Fixes to mir dataflow
Fixes to mir dataflow
This collects a bunch of changes to `rustc_borrowck::borrowck::dataflow` (which others have pointed out should probably migrate to some crate that isn't tied to the borrow-checker -- but I have not attempted that here, especially since there are competing approaches to dataflow that we should also evaluate).
These changes:
1. Provide a family of related analyses: MovingOutStatements (which is what the old AST-based dataflo computed), as well as MaybeInitialized, MaybeUninitalized, and DefinitelyInitialized.
* (The last two are actually inverses of each other; we should pick one and drop the other.)
2. Fix bugs in the pre-existing analysis implementation, which was untested and thus some obvious bugs went unnoticed, which brings us to the third point:
3. Add a unit test infrastructure for the MIR dataflow analysis.
* The tests work by adding a new intrinsic that is able to query the analysis state for a particular expression (technically, a particular L-value).
* See the examples in compile-fail/mir-dataflow/inits-1.rs and compile-fail/mir-dataflow/uninits-1.rs
* These tests are only checking the results for MaybeInitialized, MaybeUninitalized, and DefinitelyInitialized; I am not sure if it will be feasible to generalize this testing strategy to the MovingOutStatements dataflow operator.

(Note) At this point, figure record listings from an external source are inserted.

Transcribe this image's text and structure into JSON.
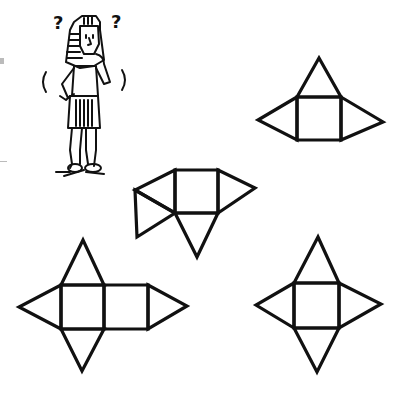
{
  "figure": {
    "character": "confused-pharaoh",
    "marks": [
      "?",
      "?"
    ]
  },
  "nets": [
    {
      "id": "net-a",
      "description": "square with three triangles (top, left, right)",
      "position": "top-right"
    },
    {
      "id": "net-b",
      "description": "square with four triangles, two attached on left side",
      "position": "middle"
    },
    {
      "id": "net-c",
      "description": "two squares with four triangles",
      "position": "bottom-left"
    },
    {
      "id": "net-d",
      "description": "square with four triangles (star net)",
      "position": "bottom-right"
    }
  ],
  "colors": {
    "stroke": "#111111",
    "background": "#ffffff"
  }
}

Make sure that macros that didn't pass LHS checking are not expanded.
This avoid duplicate errors for things like invalid fragment specifiers, or
parsing errors for ambiguous macros.
Save metadata even with -Z no-trans (e.g. for multi-crate cargo check).

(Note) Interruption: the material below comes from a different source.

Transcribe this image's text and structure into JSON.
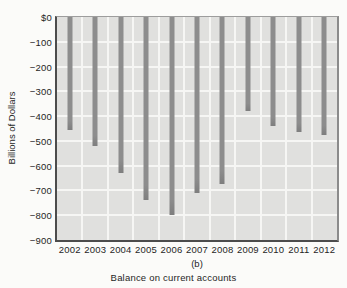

Removes the item symbol map in metadata, as we can now generate them in a deterministic manner.
The `-Z no-trans` change lets the LLVM passes and linking run, but with just metadata and no code.
It fails while trying to link a binary because there's no `main` function, which is correct but not good UX.

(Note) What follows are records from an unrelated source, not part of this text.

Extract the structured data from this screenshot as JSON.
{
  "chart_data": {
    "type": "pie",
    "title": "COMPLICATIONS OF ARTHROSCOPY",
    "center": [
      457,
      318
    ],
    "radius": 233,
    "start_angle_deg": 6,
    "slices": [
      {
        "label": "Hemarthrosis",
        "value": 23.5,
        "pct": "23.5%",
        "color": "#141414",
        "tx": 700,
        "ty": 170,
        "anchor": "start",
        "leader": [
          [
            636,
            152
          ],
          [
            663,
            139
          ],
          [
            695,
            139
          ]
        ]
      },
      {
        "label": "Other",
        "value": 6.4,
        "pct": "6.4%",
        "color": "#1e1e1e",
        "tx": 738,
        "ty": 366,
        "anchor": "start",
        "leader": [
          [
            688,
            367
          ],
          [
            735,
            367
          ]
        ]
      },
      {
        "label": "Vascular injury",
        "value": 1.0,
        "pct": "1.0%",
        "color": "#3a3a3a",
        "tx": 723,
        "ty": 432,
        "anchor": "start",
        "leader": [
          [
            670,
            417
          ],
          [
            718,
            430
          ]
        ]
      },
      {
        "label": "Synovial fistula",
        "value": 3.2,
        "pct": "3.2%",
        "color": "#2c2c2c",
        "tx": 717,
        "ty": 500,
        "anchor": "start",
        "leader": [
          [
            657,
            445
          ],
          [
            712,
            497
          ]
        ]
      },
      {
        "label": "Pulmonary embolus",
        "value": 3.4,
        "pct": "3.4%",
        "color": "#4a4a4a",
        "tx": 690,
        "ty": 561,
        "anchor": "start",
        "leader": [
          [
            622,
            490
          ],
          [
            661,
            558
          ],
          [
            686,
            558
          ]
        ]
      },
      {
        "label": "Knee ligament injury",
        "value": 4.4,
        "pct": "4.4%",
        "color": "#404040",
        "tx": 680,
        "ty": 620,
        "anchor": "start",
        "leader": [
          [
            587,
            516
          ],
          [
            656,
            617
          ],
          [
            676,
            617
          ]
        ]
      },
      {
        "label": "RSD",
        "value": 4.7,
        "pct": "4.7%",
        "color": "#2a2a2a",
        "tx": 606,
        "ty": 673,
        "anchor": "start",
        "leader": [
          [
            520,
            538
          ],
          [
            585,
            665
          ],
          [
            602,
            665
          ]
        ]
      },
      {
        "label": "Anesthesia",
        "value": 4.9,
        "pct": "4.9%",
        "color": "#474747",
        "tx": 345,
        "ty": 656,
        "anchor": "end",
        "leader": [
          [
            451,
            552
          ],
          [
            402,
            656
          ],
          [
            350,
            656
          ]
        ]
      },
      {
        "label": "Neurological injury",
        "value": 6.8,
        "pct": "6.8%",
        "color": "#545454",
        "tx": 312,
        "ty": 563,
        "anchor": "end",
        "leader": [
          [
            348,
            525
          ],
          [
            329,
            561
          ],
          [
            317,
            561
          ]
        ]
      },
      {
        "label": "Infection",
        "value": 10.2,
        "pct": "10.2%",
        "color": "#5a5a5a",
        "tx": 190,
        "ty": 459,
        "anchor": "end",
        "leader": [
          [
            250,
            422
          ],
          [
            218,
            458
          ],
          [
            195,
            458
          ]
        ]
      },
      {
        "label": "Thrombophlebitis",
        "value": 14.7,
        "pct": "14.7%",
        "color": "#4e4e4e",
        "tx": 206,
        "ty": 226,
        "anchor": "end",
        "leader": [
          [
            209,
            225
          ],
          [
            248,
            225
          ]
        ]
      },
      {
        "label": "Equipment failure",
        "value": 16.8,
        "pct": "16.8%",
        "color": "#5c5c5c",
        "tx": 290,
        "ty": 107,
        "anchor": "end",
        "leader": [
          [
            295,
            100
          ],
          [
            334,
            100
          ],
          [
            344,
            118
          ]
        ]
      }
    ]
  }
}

There's also no way to easily throw away all of the artifacts to rebuild with actual code generation.
We might want `cargo check` to do that using cargo-internal information and then it would just work.
cc @alexcrichton @nikomatsakis @Aatch @michaelwoerister
Also got rid of the `trait HasMoveData`, since I am now just imposing
the constraint that `BitDenotation<Ctxt=MoveData<'tcx>>` where
necessary instead.
Changed toggle all sections key to `T`
Allows both `T` and `t`.
It had been [Shift]+[+] before.
In response to #33791.
cc @Manishearth
r? @GuillaumeGomez
Improve the long explanation of E0207.
The previous explanation does not seem to explain what it means for an
implementation parameter to be used or unused. The new explanation lists
the three ways specific ways by which an impl parameter becomes constrained
(taken from RFC 447).
This also adds a link to RFC 447.
The explanation has two different examples. The first is adapted from RFC 447,
and shows an instance of E0207 on a impl for a type. The second one is a trait
impl example adapted from issue #22834.
Closes#33650
cc #32777
r? @GuillaumeGomez
Add --enable-local-rebuild to bootstrap from the current release
In Linux distributions, it is often necessary to rebuild packages for cases like applying new patches or linking against new system libraries. In this scenario, the rustc in the distro build environment may already match the current release that we're trying to rebuild. Thus we don't want to use the prior release's bootstrap key, nor `--cfg stage0` for the prior unstable features.
The new `configure --enable-local-rebuild` option specifies that we are rebuilding from the current release. The current bootstrap key is used for the local rustc, and current stage1 features are also assumed. Both the makefiles and rustbuild support this configuration.
Fixes#29556
r? @alexcrichton
Deprecate {f32,f64}::abs_sub.
The abs_sub name is misleading: the function actually computes the
positive difference (`fdim` in C), not the `(x - y).abs()` that *many* people expect
from the name.
This function can be replaced with just `(x - y).max(0.0)`, mirroring
the `abs` version, but this behaves differently with NAN: `NAN.max(0.0)
== 0.0`, while `NAN.positive_diff(0.0) == NAN`. People who absolutely
need that behaviour can use the C function directly and/or talk to the libs
team (we haven't encountered a concrete use-case for this functionality).
Closes#30315.
The previous explanation does not seem to explain what it means for an
implementation parameter to be used or unused. The new explanation lists
the three ways specific ways by which an impl parameter becomes constrained
(taken from RFC 447).
This also adds a link to RFC 447.
The explanation has two different examples. The first is adapted from RFC 447,
and shows an instance of E0207 on a impl for a type. The second one is a trait
impl example adapted from issue #22834.
Closes#33650
As some drive-by's:
* moved bitwise operators into `mod bitslice`
* factored out `fn gen` and `fn kill` methods on `BlockSets` type
* removed outdated comment about `fn propagate_call_return`
Allow `concat_idents!` in type positions as well as in expression positions
This allows the `concat_idents!` macro in type positions as well as in expression positions.